03 January, 2014

A Rising With The Sun

"Rise and Shine"

Oh, no! Say it isn't so.
It can't be time to get up.

Wednesday was the infamous Day After the Night Before, and in this case, the particular night before was, of course, New Year's Eve.

There have been only a few times in my life when I have really tied one on and rung in the New Year on a high note, so to speak. Many folks, however, do have the time of their lives at one of those iconic balloon-dropping dancing-to-dawn hat-wearing noisemaker-tooting champagne-fountain-spewing celebrations. I don't know whether to feel happy or sad for those folks - happy that they had such a wonderful time or sad they are probably going to own one monstrous hangover.

Most of my New Year's midnights have been home-based family affairs - filled with fun, games, good food and drink, and surrounded by love. Nothing to complain about except that the party ends at midnight, and often that is what we are waiting for. In other words, we are all just sort of hanging in there until midnight so we can go home. It seems to me if one is really going to celebrate, you need to be somewhere where midnight's passing is just one entry on the evening's list of events, and it has to be in the middle of that list, not the end of it. Then you have reason to continue celebrating the New Year.

So were you able to Rise and Shine on New Year's Day? I'm told that was a favorite expression of mine not long after I was able to say it. Two, three, and four years of age - the first few years of the 1950s. I'm also told I was a happy toddler, and you could count on me to wake up smiling and proceed to tell everyone it was time to Rise and Shine.

They hated it - just as all of you who manage to revel and ring in the New Year would have hated it if I called you at 7:00 am and said Rise and Shine. As soon as the sun was up, I was up, and I guess I had a way of saying it that - if I weren't so damn cute - would make you want to smack me the way most people do their snooze alarms.

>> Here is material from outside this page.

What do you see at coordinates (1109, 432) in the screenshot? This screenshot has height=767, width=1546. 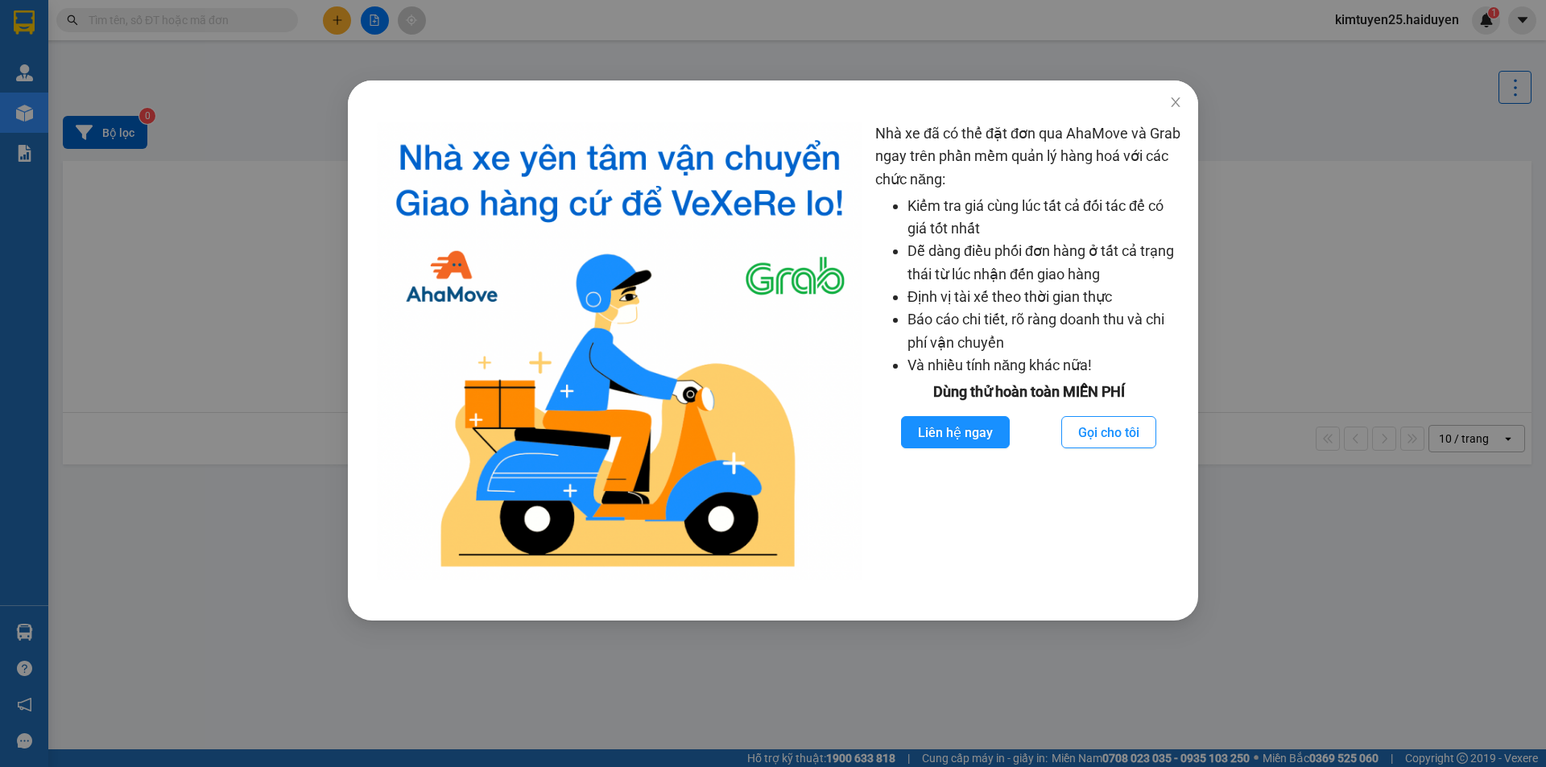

My father, who was a naval officer, evidently took advantage of some World War II surplus supplies which were easily obtained in the early years after the war. He purchased black out shades, the kind used in the US but more typically in England to hide the lights within homes, stores, and offices from German bombers making night time raids. The Germans needed the lights to identify where they were and when to drop their bombs.

My family needed the shades to protect them from me. If I didn't know the sun was up, I would sleep later, and more importantly, everyone else could sleep later. I guess it worked.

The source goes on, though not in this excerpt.